MBC case assigned to Callahan
Circuit judge may need several weeks to prepare for new responsibility
JEFFERSON CITY – Circuit Judge Richard G. Callahan has been appointed to take over the case involving the Missouri Baptist Convention (MBC) and five breakaway agencies, following the departure of Judge Thomas Brown, II, who was defeated in a November 2006 election.
Jon Beetem, newly elected circuit judge who defeated Brown last fall, was initially assigned to take over Brown’s civil docket, including the MBC case. On Jan. 16, however, attorneys for Missouri Baptist University exercised their option to request a change of judge. Each side has the right to one automatic change of judge if the request is made within 30 days of the assignment of the new judge. On Jan. 18, the case was reassigned from Judge Beetem to Judge Patricia Joyce, who is the new presiding judge. The next day, Jan. 19, attorneys for the Convention exercised their option to request a change of judge, and the case was then assigned to Judge Callahan.
Callahan ran for circuit judge as a Democrat in 2002 and was elected to a 6-year term. He previously was Cole County prosecutor from 1987 to 2002, and was assistant prosecutor since 1979. Born in 1947 in St. Louis, Callahan was educated at Georgetown University, both undergraduate and law school.
It may be several weeks before Judge Callahan can give attention to the newly assigned MBC case. Callahan began a trial on Jan. 3 involving Missouri school finance laws which is expected to last up to six weeks. MBC attorneys say they expect Judge Callahan to set a status conference soon to discuss with all attorneys how to expedite the remaining steps leading up to trial.
Michael Whitehead, lead attorney for MBC, said about a dozen motions have been filed by both sides in the past two months, raising key legal arguments that can accelerate a final decision in the case. These motions are still being briefed on both sides, but soon will be ripe for hearing and ready for decision.
Meanwhile for the past two months attorneys have been engaged in completing several depositions of key witnesses. College attorneys have deposed Pat Taylor, president of Southwest Baptist University, and Carl Huser, a retired biology professor, trying to show that accreditation has been jeopardized because of Convention pressure on agencies to teach things “which all educated people know is false,” i.e., creationism. Taylor testified that SBU recently completed a 10-year re-accreditation process successfully.
The pending motions include a new argument by Baptist Home lawyers. The claim that the Convention’s right to elect their trustees originated in a 1960 Articles of Incorporation which was filed with the Secretary of State on Jan. 5, 1960. The trustee meeting to adopt these articles occurred in 1959, but the Home says now they realize that the trustee meeting should have happened after Jan. 5, 1960. Therefore, the Home argues, the 1960 Articles were void from the beginning, and the Convention’s right to elect trustees was also void.
“The Home’s argument is silly and self-serving,” Whitehead said. “The Home filed a valid document with the Secretary of State in 1960, and a lawful certificate of acceptance was issued. The courts will apply the doctrine of ‘estoppel’ to such efforts of the Home to avoid its liability under these documents. The court should say that the Home is about 40 years too late on raising this ‘mistake’ and trying to use it against the Convention, after 40 years of giving and 40 years of electing Home trustees.”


The expected output is every entry, repeated word for word.

Extracts from a graphics dataset:
---

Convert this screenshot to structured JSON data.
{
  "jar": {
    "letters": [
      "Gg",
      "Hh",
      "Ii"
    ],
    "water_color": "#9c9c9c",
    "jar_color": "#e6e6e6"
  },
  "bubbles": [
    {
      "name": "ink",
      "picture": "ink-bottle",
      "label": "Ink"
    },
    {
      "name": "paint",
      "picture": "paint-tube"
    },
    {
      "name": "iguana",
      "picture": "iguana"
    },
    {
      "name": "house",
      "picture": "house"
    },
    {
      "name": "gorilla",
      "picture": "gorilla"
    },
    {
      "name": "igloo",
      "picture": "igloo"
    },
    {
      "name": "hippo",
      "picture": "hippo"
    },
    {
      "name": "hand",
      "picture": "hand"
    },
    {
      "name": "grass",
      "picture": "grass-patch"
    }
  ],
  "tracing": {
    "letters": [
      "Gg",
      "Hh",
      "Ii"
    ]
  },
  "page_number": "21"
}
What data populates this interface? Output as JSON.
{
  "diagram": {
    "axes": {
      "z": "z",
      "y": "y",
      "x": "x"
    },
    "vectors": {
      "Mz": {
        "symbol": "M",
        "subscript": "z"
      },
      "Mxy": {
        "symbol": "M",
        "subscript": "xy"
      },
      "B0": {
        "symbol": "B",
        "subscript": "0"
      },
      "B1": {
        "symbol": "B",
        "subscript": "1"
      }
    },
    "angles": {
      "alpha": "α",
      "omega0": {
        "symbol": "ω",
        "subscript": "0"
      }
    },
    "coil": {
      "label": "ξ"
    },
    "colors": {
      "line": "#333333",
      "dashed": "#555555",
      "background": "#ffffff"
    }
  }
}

---

- [Final answer]:
Convert this screenshot to structured JSON data.
{
  "jar": {
    "letters": [
      "Gg",
      "Hh",
      "Ii"
    ],
    "water_color": "#9c9c9c",
    "jar_color": "#e6e6e6"
  },
  "bubbles": [
    {
      "name": "ink",
      "picture": "ink-bottle",
      "label": "Ink"
    },
    {
      "name": "paint",
      "picture": "paint-tube"
    },
    {
      "name": "iguana",
      "picture": "iguana"
    },
    {
      "name": "house",
      "picture": "house"
    },
    {
      "name": "gorilla",
      "picture": "gorilla"
    },
    {
      "name": "igloo",
      "picture": "igloo"
    },
    {
      "name": "hippo",
      "picture": "hippo"
    },
    {
      "name": "hand",
      "picture": "hand"
    },
    {
      "name": "grass",
      "picture": "grass-patch"
    }
  ],
  "tracing": {
    "letters": [
      "Gg",
      "Hh",
      "Ii"
    ]
  },
  "page_number": "21"
}
What data populates this interface? Output as JSON.
{
  "diagram": {
    "axes": {
      "z": "z",
      "y": "y",
      "x": "x"
    },
    "vectors": {
      "Mz": {
        "symbol": "M",
        "subscript": "z"
      },
      "Mxy": {
        "symbol": "M",
        "subscript": "xy"
      },
      "B0": {
        "symbol": "B",
        "subscript": "0"
      },
      "B1": {
        "symbol": "B",
        "subscript": "1"
      }
    },
    "angles": {
      "alpha": "α",
      "omega0": {
        "symbol": "ω",
        "subscript": "0"
      }
    },
    "coil": {
      "label": "ξ"
    },
    "colors": {
      "line": "#333333",
      "dashed": "#555555",
      "background": "#ffffff"
    }
  }
}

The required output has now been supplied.